"That's right. You'd better move up head."
"And we've been building a spouting house instead to load it into ships."
"We'll have to build both now. You see, it's getting around to the time when the Pages'll be having a fit every day until the machinery's running, and every bin is full. And every time they have a fit, the people up at the office'll have another, and they'll pass it on to us."
"But why do they want the marine leg?" she asked, "any more now than they did at first?"
"They've got to get the wheat down by boat instead of rail, that's all. Or likely it'll be coming both ways. There's no telling now what's behind it. Both sides have got big men fighting. You've seen it in the papers, haven't you?"
She nodded.
"Of course, what the papers say isn't all true, but it's lively doings all right."
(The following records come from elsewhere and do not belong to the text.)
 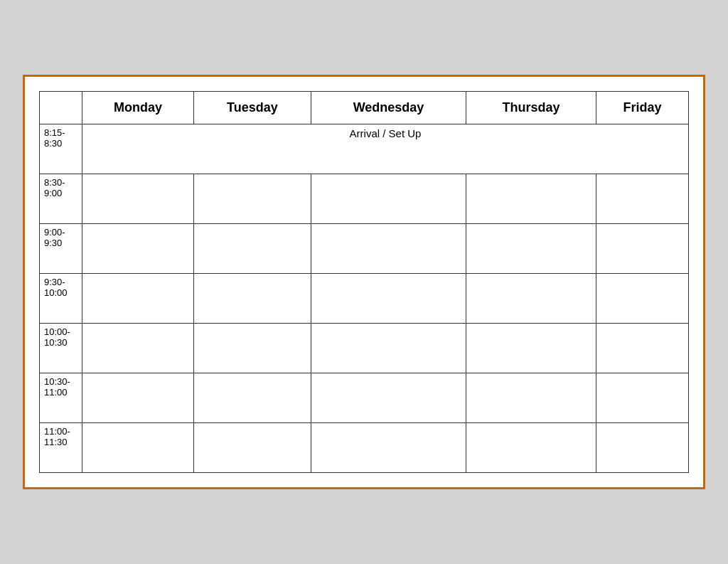 I want to click on time-cell: 9:00- 9:30, so click(x=61, y=249).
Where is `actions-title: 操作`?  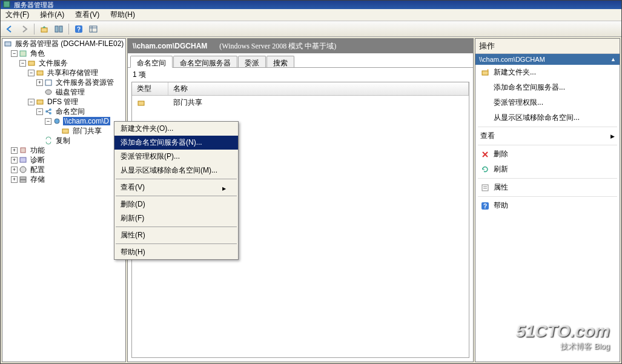
actions-title: 操作 is located at coordinates (548, 46).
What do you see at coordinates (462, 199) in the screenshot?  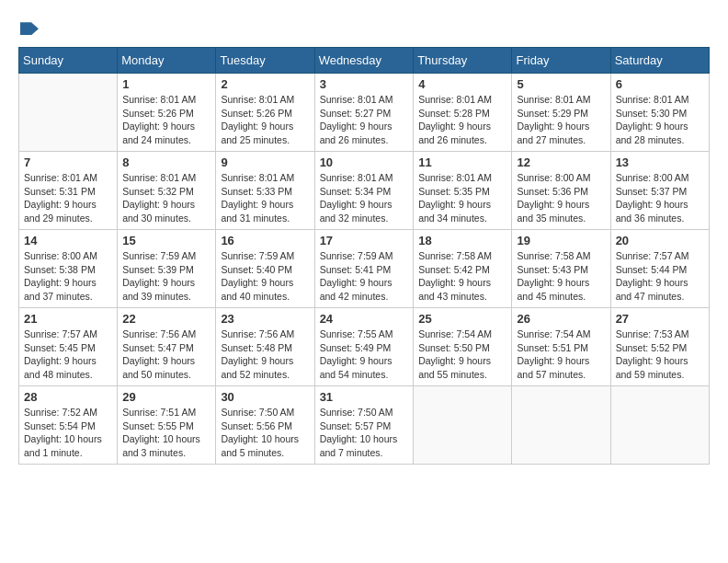 I see `day-info: Sunrise: 8:01 AMSunset: 5:35 PMDaylight:…` at bounding box center [462, 199].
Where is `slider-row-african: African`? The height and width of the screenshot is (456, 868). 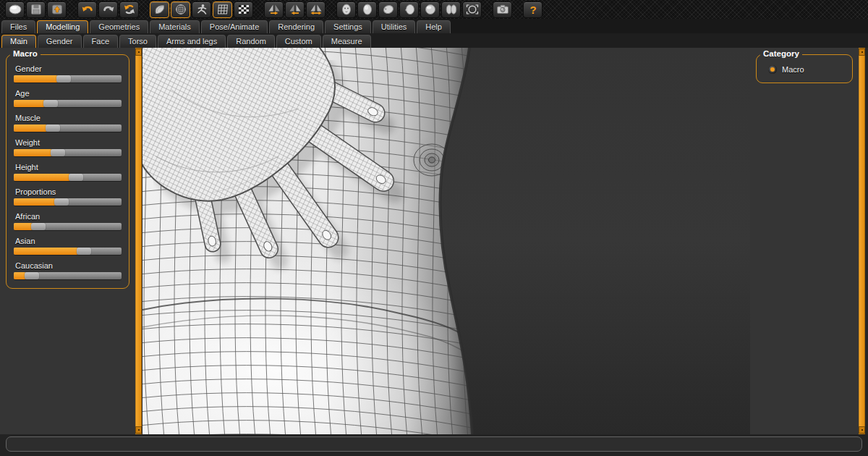 slider-row-african: African is located at coordinates (68, 221).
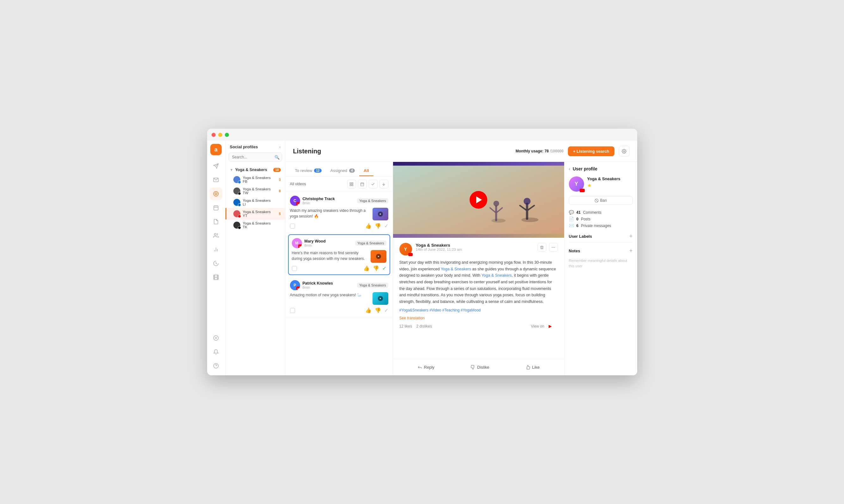 Image resolution: width=844 pixels, height=504 pixels. Describe the element at coordinates (373, 184) in the screenshot. I see `filter-check-icon` at that location.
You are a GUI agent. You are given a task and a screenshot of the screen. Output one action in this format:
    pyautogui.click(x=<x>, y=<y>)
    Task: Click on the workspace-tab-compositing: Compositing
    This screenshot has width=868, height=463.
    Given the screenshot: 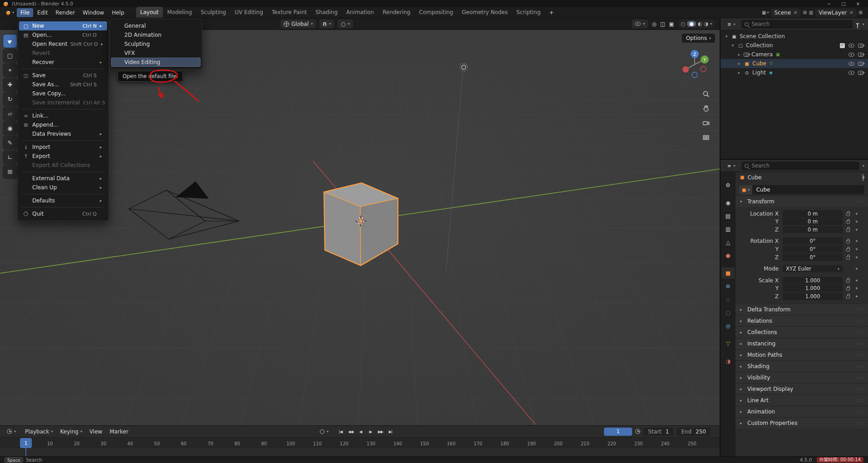 What is the action you would take?
    pyautogui.click(x=436, y=12)
    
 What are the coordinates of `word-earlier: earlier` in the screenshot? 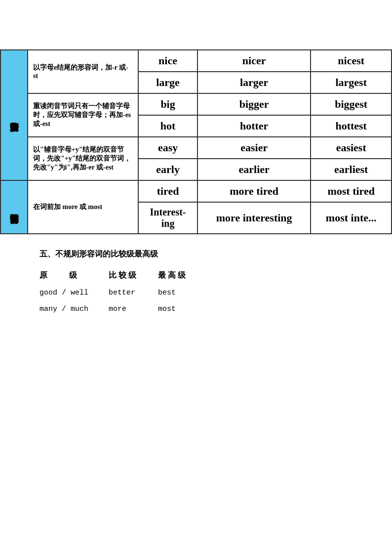 It's located at (254, 170).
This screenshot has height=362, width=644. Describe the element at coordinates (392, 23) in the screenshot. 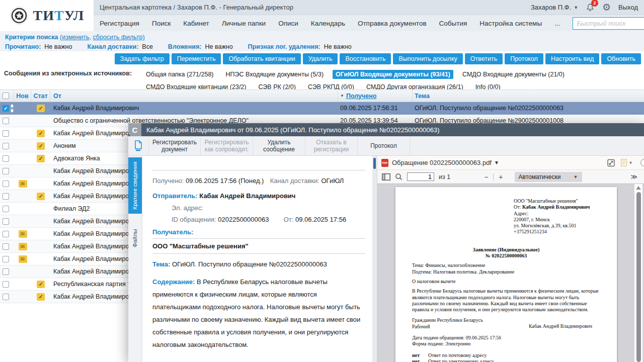

I see `nav-item: Отправка документов` at that location.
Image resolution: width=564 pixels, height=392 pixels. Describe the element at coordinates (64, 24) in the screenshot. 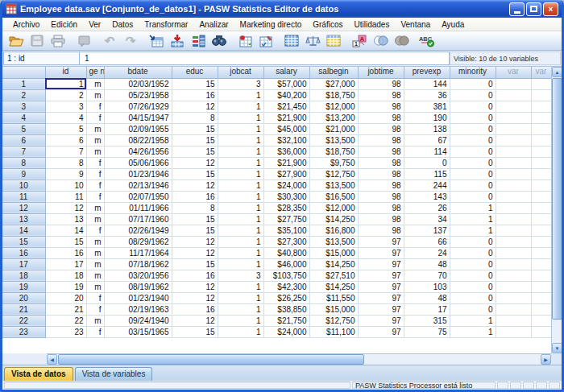

I see `menu-edicion: Edición` at that location.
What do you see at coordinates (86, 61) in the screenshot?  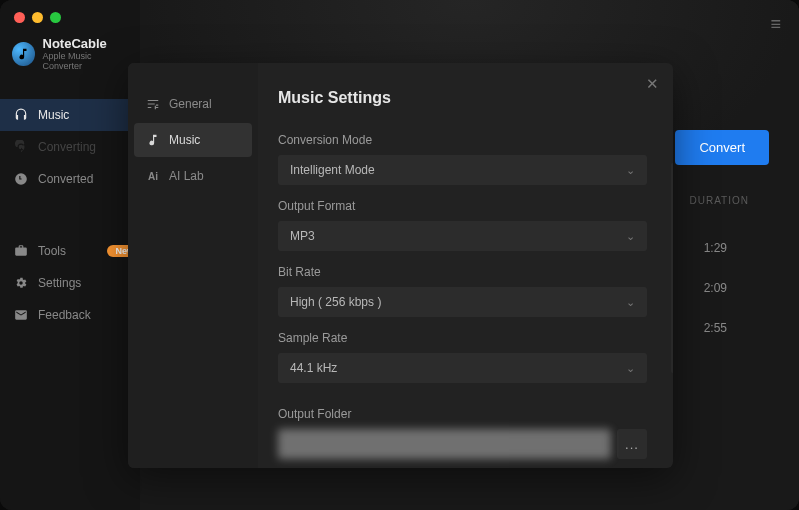 I see `brand-subtitle: Apple Music Converter` at bounding box center [86, 61].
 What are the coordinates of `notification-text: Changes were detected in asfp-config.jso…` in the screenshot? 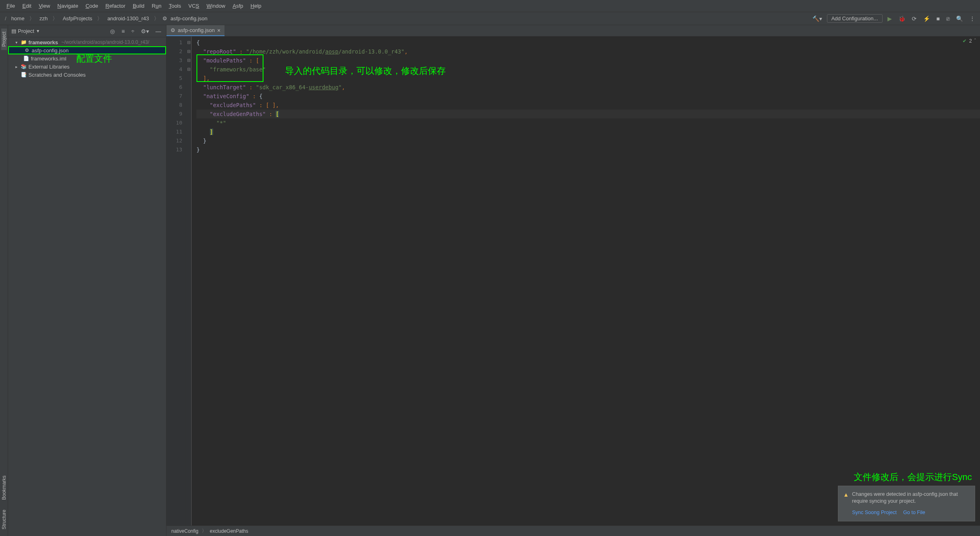 It's located at (911, 498).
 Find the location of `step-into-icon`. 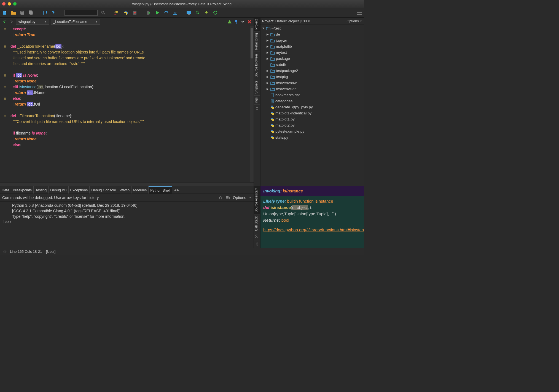

step-into-icon is located at coordinates (175, 13).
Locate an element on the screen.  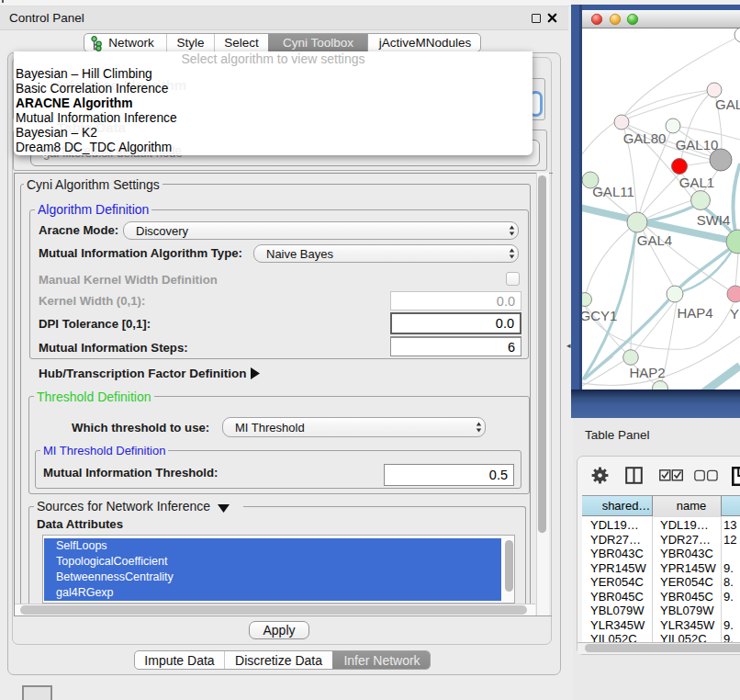
svg-text: GAL10 is located at coordinates (698, 145).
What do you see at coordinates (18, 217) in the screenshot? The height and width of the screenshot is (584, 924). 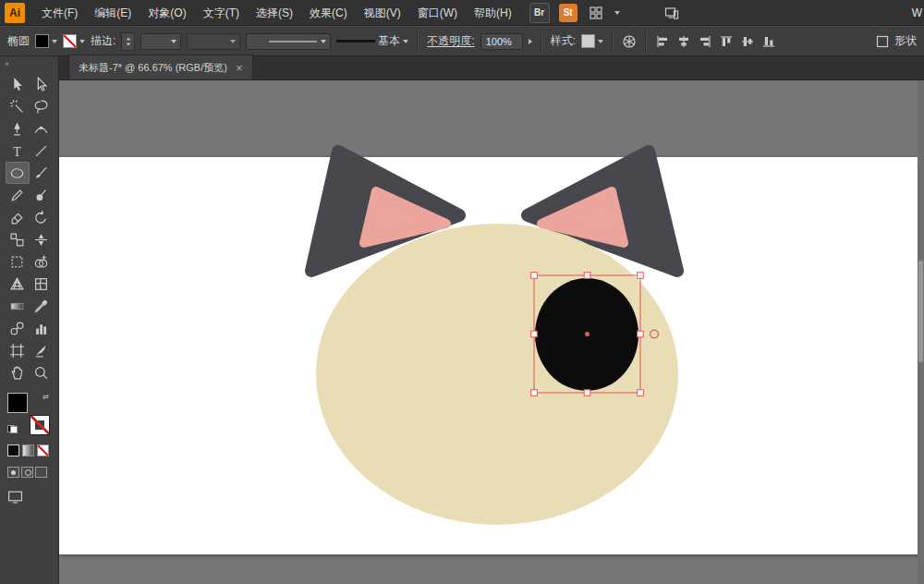 I see `eraser-tool` at bounding box center [18, 217].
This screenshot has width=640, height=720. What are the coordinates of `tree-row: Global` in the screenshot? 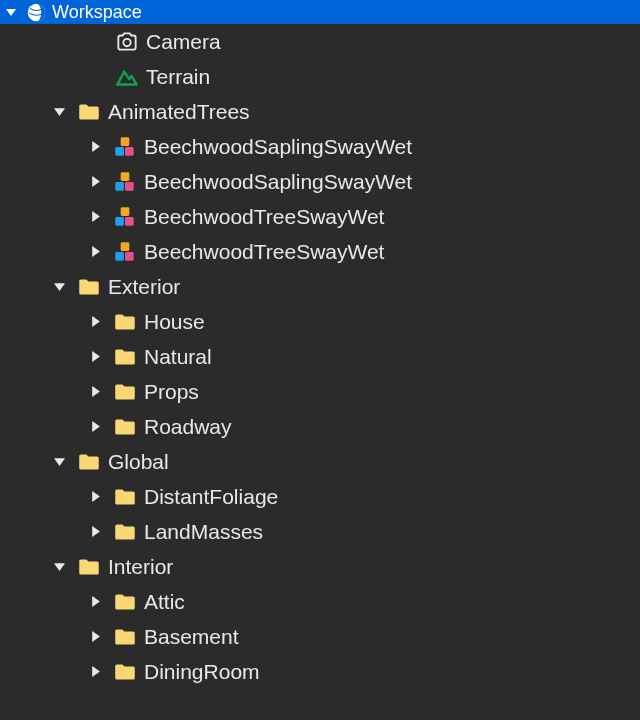 It's located at (320, 462).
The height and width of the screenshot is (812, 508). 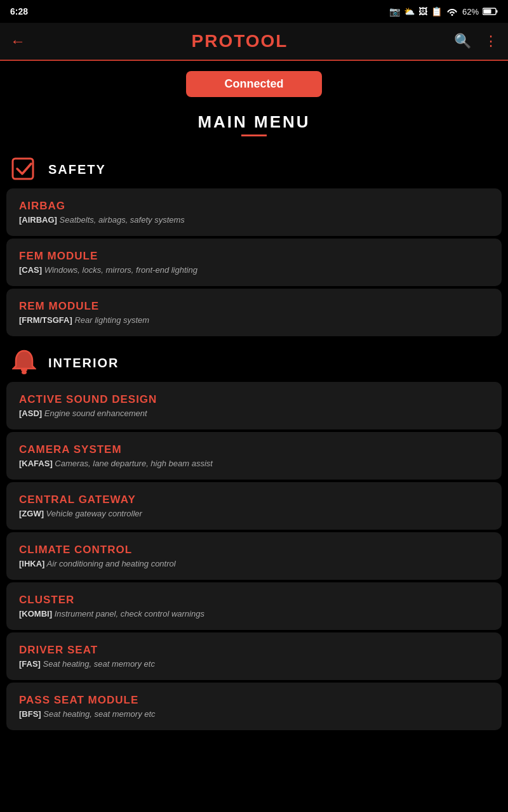 What do you see at coordinates (423, 11) in the screenshot?
I see `image-icon: 🖼` at bounding box center [423, 11].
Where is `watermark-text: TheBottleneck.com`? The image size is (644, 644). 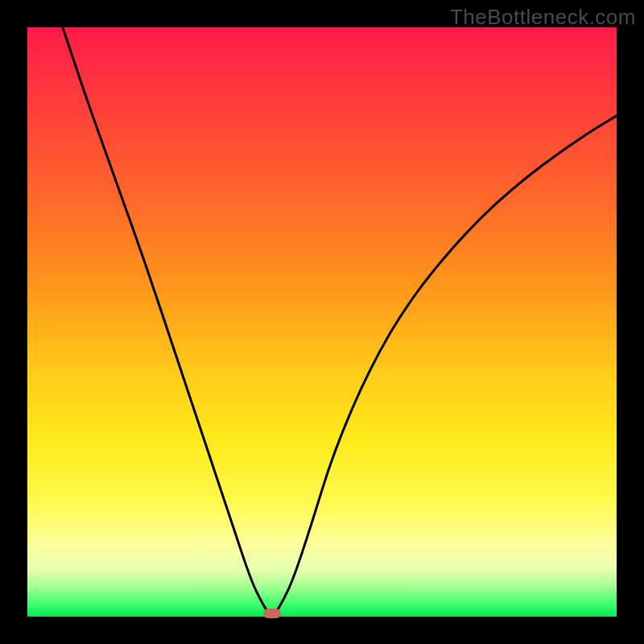 watermark-text: TheBottleneck.com is located at coordinates (543, 18).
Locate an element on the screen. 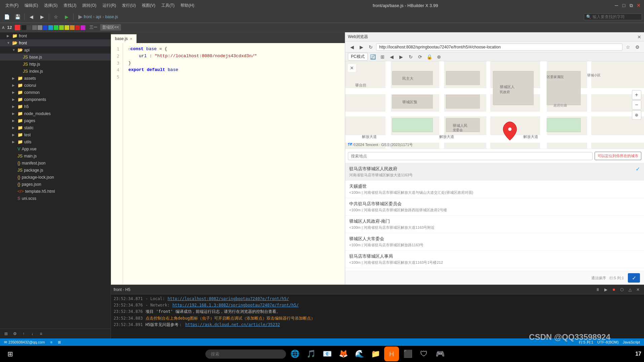 The image size is (644, 362). console-external-btn: ⬡ is located at coordinates (622, 290).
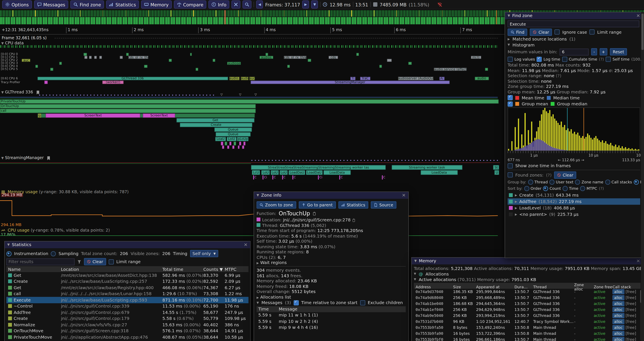  Describe the element at coordinates (434, 292) in the screenshot. I see `allocation-address: 0x74a9d37040` at that location.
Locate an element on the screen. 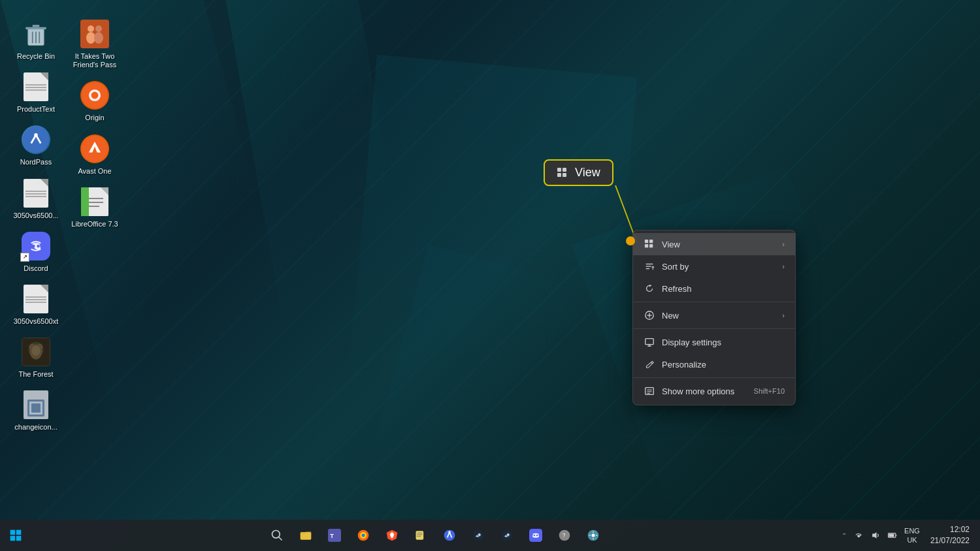 The image size is (980, 551). desktop-icon-avast: Avast One is located at coordinates (95, 154).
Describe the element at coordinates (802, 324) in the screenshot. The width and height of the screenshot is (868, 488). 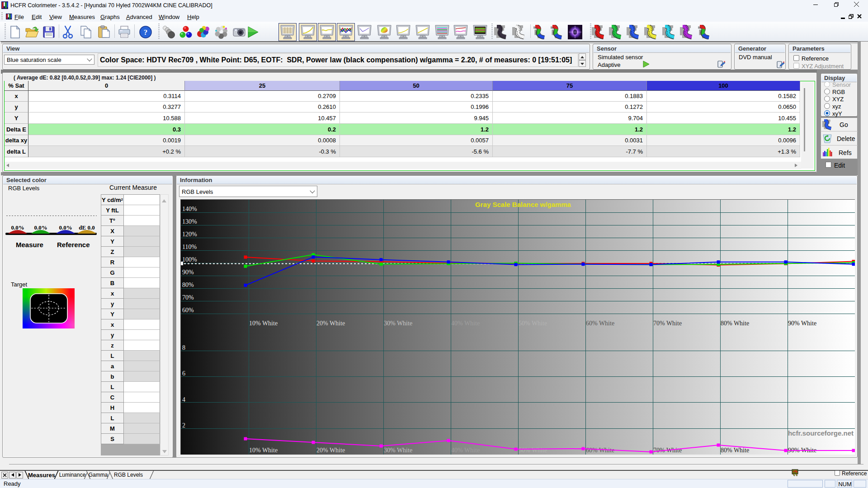
I see `svg-text: 90% White` at that location.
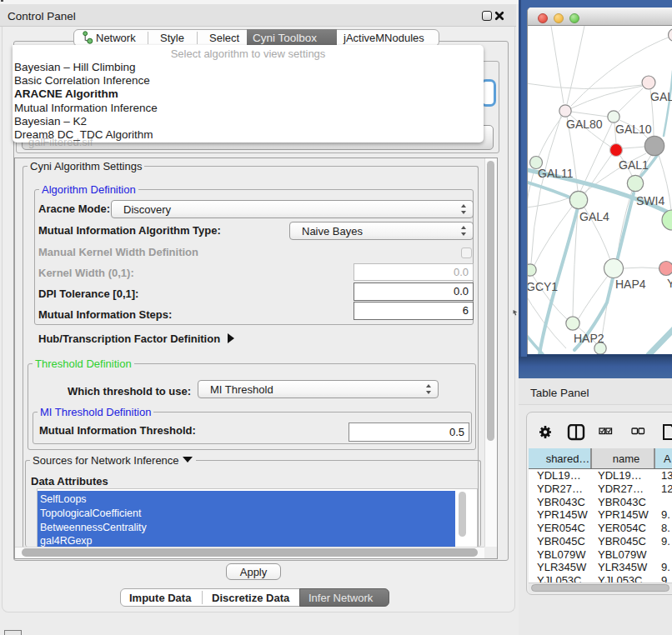  Describe the element at coordinates (594, 217) in the screenshot. I see `svg-text: GAL4` at that location.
The next morning's mail brought the drawings and instructions; and with them came a letter from Brown to Bannon. "I suppose there's not much good in telling you to hurry," it ran; "but if there is another minute a day you can crowd in, I guess you know what to do with it. Page told me today that this elevator will make or break them. Mr. MacBride says that you can have all January for a vacation if you get it through. We owe you two weeks off, anyhow, that you didn't take last summer. We're running down that C. & S. C. business, though I don't believe, myself, that they'll give you any more trouble."
Bannon read it to Hilda, saying as he laid it down:—
"That's something like. I don't know where'll I go, though. Winter ain't exactly the time for a vacation, unless you go shooting, and I'm no hand for that."